Have you ever tried writing a scrapper. I have for offline reference material. You’ll do that a few times and know. I usually only want a relatively small site (say a Khan Academy lesson which doesn’t save text offline, just videos) and put in a large delay between requests but I’ll still come back after thinking I have it down and it’s thrashed something
I don’t really get those bots.
Like, there are bots that are trying to scrape product info, or prices, or scan for quantity fields. But why the hell do some of these bots behave the way they do?
Do you use Shopify by chance? With Shopify the bots could be scraping the product.json endpoint unless it’s disabled in your theme. Shopify just seems to show the updated at timestamp from the db in their headers+product data, so inventory quantity changes actually result in a timestamp change that can be used to estimate your sales.
There are companies that do that and sell sales numbers to competitors.
No idea why they have inventory info on their products table, it’s probably a performance optimization.
I haven’t really done much scraping work in a while, not since before these new stupid scrapers started proliferating.
porcoesphino@mander.xyz 2 days ago
dual_sport_dork@lemmy.world 2 days ago
Negative. Our solution is completely home grown. All artisinal-like, from scratch. I can’t imagine I reveal anything anyone would care about much except product specs, and our inventory and pricing really doesn’t change very frequently.
Even so, you think someone bothering to run a botnet to hound our site would distribute page loads across all of our products, right? Not just one. It’s nonsensical.
panda_abyss@lemmy.ca 2 days ago
Yeah, that’s the kind of weird shit I don’t understand. Someone on the other hand is paying for servers and a residential proxy to send that traffic too. Why?
Nighed@feddit.uk 2 days ago
Can you just move that product to a new URL? What happens?
dual_sport_dork@lemmy.world 2 days ago
It doesn’t quite work that way, since the URL is also the model number/SKU which comes from the manufacturer. I suppose I could write an alias for just that product but it would become rather confusing.
What I did experiment with was temporarily deleting the product altogether for a day or two. (We barely ever sell it. Maybe 1 or 2 units of it a year. This is no great loss in the name of science.) This causes our page to return a 404 when you try to request it. The bots blithely ignored this, and continued attempting to hammer that nonexistent page all the same. Puzzling.
DoGeeseSeeGod@lemmy.blahaj.zone 2 days ago
This is far beyond my limited coding experience but I do enjoy a good puzzle. In your opinion do you think it could be some gen AI scraper. Like the gen AI is deciding what page to scrape and cuz its stupid it keeps selecting your page?
Alternatively I wonder if the product page just happens to have an unsual combinination of keywords that the bot is looking for. Maybe its looking for cheap prices of RAM and the page has some keywords related to RAM?
Good luck I hope you are able to get them to start hammering that page.
lka1988@lemmy.dbzer0.com 2 days ago
Could it be a competitor for that particular product? Hired some foreign entity to hit anything related to their own product?
dual_sport_dork@lemmy.world 2 days ago
Maybe, but I also carry literally hundreds of other products from that same brand including several that are basically identical with trivial differences, and they’re only picking on that one particular SKU.
DoGeeseSeeGod@lemmy.blahaj.zone 2 days ago
Have you googled the SKU and see if anything else happens to share the number?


Problem requirements — For each record below, output its text exactly and skip any picture.
(Source records begins)
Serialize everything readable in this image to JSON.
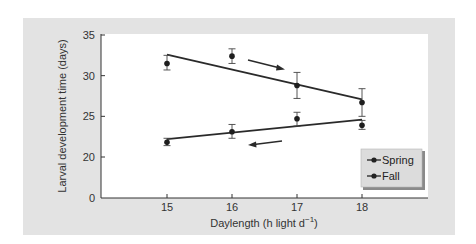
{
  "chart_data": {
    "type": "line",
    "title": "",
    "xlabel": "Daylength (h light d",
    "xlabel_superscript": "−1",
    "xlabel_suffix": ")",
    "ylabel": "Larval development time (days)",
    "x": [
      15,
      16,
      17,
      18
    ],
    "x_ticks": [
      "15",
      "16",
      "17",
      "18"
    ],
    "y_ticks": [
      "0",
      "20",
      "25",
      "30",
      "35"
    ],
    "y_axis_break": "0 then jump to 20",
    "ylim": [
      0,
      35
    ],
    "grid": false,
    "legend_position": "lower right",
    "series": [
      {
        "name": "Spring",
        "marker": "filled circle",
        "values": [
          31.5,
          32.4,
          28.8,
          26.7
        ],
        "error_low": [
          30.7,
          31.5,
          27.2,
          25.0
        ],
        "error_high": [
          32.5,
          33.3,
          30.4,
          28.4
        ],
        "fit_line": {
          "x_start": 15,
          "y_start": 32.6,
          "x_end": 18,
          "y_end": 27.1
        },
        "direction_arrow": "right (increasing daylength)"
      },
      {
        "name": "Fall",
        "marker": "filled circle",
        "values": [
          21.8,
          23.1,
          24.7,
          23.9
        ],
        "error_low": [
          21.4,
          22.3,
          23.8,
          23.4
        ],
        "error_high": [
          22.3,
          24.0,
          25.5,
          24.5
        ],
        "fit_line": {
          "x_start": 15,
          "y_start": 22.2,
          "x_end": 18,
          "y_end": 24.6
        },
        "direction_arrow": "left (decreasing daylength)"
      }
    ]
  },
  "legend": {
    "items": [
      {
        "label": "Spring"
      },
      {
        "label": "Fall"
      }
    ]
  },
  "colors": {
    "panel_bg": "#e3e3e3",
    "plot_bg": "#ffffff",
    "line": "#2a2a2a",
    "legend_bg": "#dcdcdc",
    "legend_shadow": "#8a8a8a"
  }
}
(Source records ends)
Result of the task —
Serialize everything readable in this image to JSON.
{
  "chart_data": {
    "type": "line",
    "title": "",
    "xlabel": "Daylength (h light d",
    "xlabel_superscript": "−1",
    "xlabel_suffix": ")",
    "ylabel": "Larval development time (days)",
    "x": [
      15,
      16,
      17,
      18
    ],
    "x_ticks": [
      "15",
      "16",
      "17",
      "18"
    ],
    "y_ticks": [
      "0",
      "20",
      "25",
      "30",
      "35"
    ],
    "y_axis_break": "0 then jump to 20",
    "ylim": [
      0,
      35
    ],
    "grid": false,
    "legend_position": "lower right",
    "series": [
      {
        "name": "Spring",
        "marker": "filled circle",
        "values": [
          31.5,
          32.4,
          28.8,
          26.7
        ],
        "error_low": [
          30.7,
          31.5,
          27.2,
          25.0
        ],
        "error_high": [
          32.5,
          33.3,
          30.4,
          28.4
        ],
        "fit_line": {
          "x_start": 15,
          "y_start": 32.6,
          "x_end": 18,
          "y_end": 27.1
        },
        "direction_arrow": "right (increasing daylength)"
      },
      {
        "name": "Fall",
        "marker": "filled circle",
        "values": [
          21.8,
          23.1,
          24.7,
          23.9
        ],
        "error_low": [
          21.4,
          22.3,
          23.8,
          23.4
        ],
        "error_high": [
          22.3,
          24.0,
          25.5,
          24.5
        ],
        "fit_line": {
          "x_start": 15,
          "y_start": 22.2,
          "x_end": 18,
          "y_end": 24.6
        },
        "direction_arrow": "left (decreasing daylength)"
      }
    ]
  },
  "legend": {
    "items": [
      {
        "label": "Spring"
      },
      {
        "label": "Fall"
      }
    ]
  },
  "colors": {
    "panel_bg": "#e3e3e3",
    "plot_bg": "#ffffff",
    "line": "#2a2a2a",
    "legend_bg": "#dcdcdc",
    "legend_shadow": "#8a8a8a"
  }
}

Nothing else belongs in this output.